Book Review – My Dark Vanessa –

Author: Kate Elizabeth Russell –
Publisher: 4th Estate

Vanessa Wye is 32, single, working as a concierge at a hotel in Maine, and it is 2017.

She is obsessively checking a Facebook page for updates, for comments, for likes.

Taylor Birch has posted that she had been assaulted while she attended Browick school, by one of the teachers, Jacob Strane.

Vanessa contacts Strane to see how he is coping.

Taylor tried to get Vanessa to come forward and tell her story, but Vanessa ignored the request – she has Strane’s back.

Vanessa met Strane when she was 15 and he was 42.

He was her English teacher at Browick.

He told her he never had a student teacher romance, “he’d never had the desire. I was the first student who put that thought in his head. There was something about me that made it worth the risk. I had an allure that drew him in.”

The book switches between Vanessa as a teenager in 2000 and as an adult in 2017.

In 2000 Vanessa is a sophomore at Browick, a boarding school which she begged her parents to let her attend.

She had a good friend, Jenny, but they had a fight and don’t speak to each other.

She is pretty much alone in school, feeling isolated.

She puts her feelings into the poems she writes.

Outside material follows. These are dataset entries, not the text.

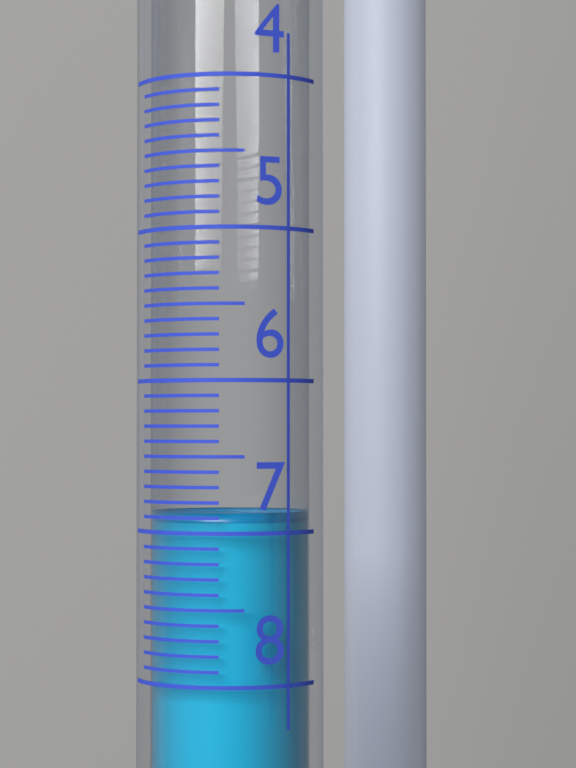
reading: 6.9 (no unit)
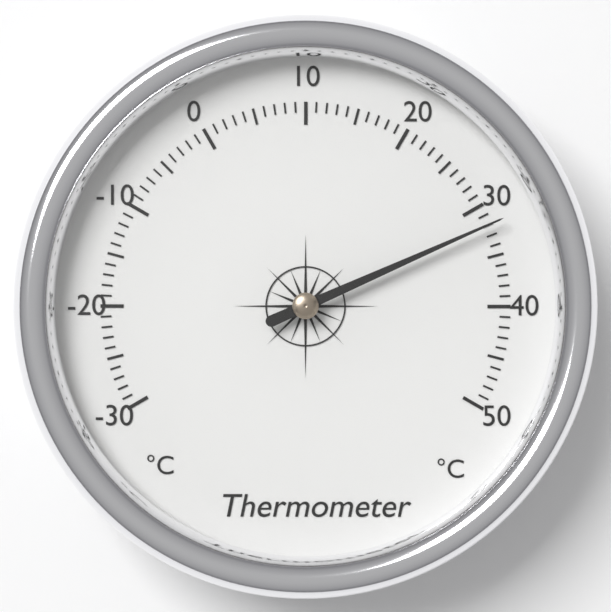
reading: 32 °C
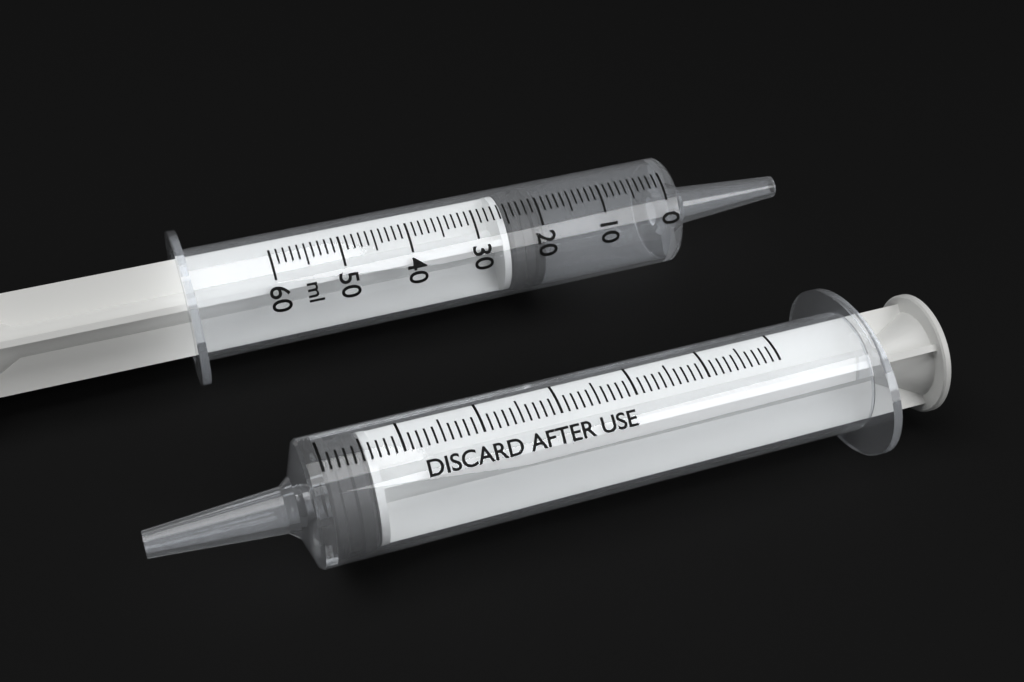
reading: 20 ml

Fast forward to 2017 and Vanessa is trying to live her life, not holding onto relationships, getting high, drinking, seeing a therapist for grief counselling (her father passed away), barely keeping it together.

She seems to have a string of relationships with much older men.

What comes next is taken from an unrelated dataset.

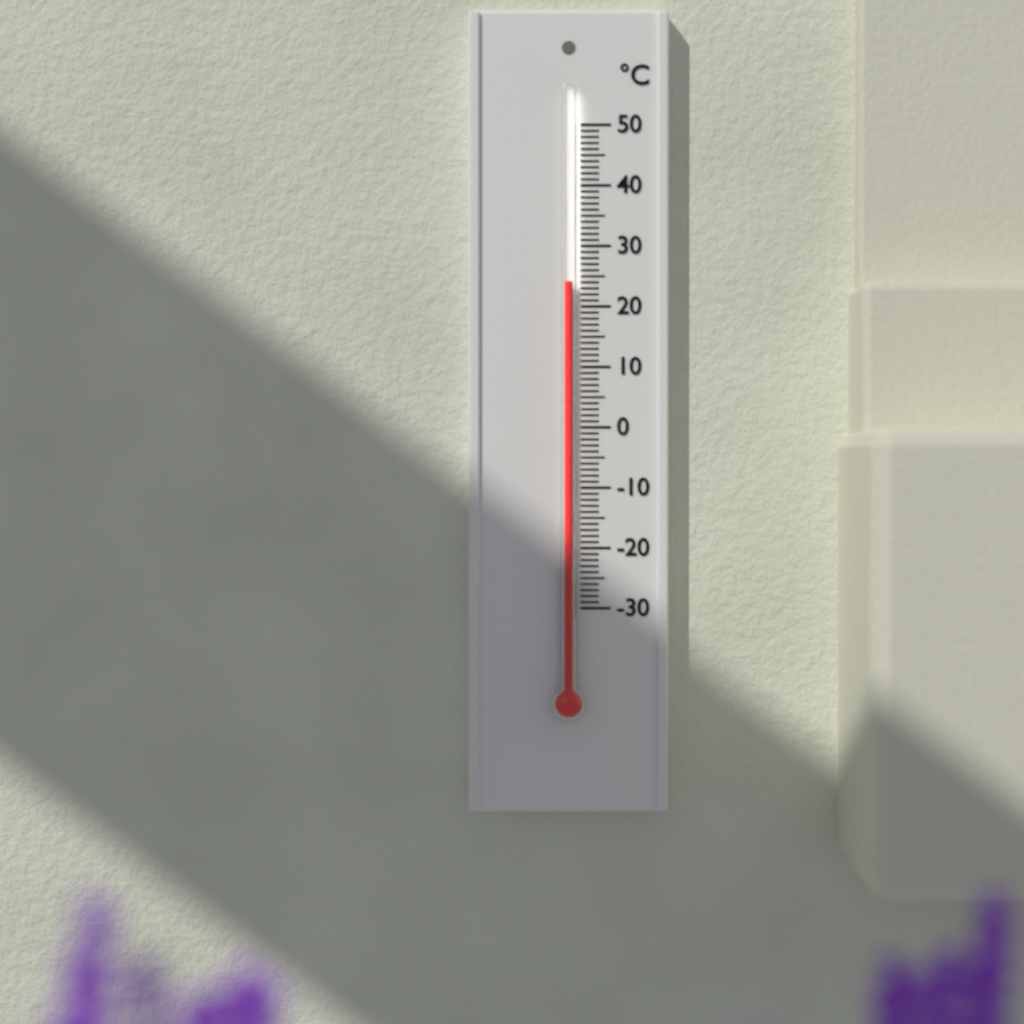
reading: 24 °C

Vanessa’s youthful energy and literary promise has gone unfulfilled.

In 2000, Strane finds out Vanesa write poems and he asks to read them.

He compliments her dress, her hair, her style.

He gives her a copy of Lolita, which she devours and refers to frequently.

He makes a pass at her at the school dance.

He brings her home, buys her pajamas with strawberries on them.

He asks her to call him Daddy.

Vanessa is forced to leave school under a cloud of controversy.

She and Strane remain in contact.

She attends college and gets a job and Strane is always in the background.

When Taylor’s story comes out, this prompts more girls come forward to accuse Strane of abuse.

A reporter wants to talk to Vanessa.

She can’t come to terms with calling herself a victim, saying she was abused – it was love, “Because even if I sometimes use the word abuse to describe certain things that were done to me, in someone else’s mouth the word turns ugly and absolute.”

This is not an easy book to read.

Of course, in the era of #MeToo, more literature is emerging on the subject of abuse of power, but it is still disturbing, and some scenes were incredibly difficult to get through.

The writing is very well done.

As the Guardian has written, “Russell cleverly lures us inside the labyrinth of the teenage mind – hot with hormonal turmoil, pushing boundaries, craving admiration, breaking rules and obsessing about sex. Vanessa has never kissed a boy, but she welcomes the advances of her English teacher.”

Some have said that the book went on too long, but I had no problem with the length (which is weird since I am the first one complain about that sort of thing).

It is disheartening how the system and adults let her down, “…I’ve seen how it plays out, how quickly people lift their hands and say, It happens sometimes, or Even if he did do something, it couldn’t have been that bad, or What could I have done to stop it? The excuses we make for them are outrageous, but they’re nothing compared to the ones we make for ourselves”.

Kim Reardon The Reluctant Book Critic

The book has been described as “brave” – you’ll need to be brave to read it.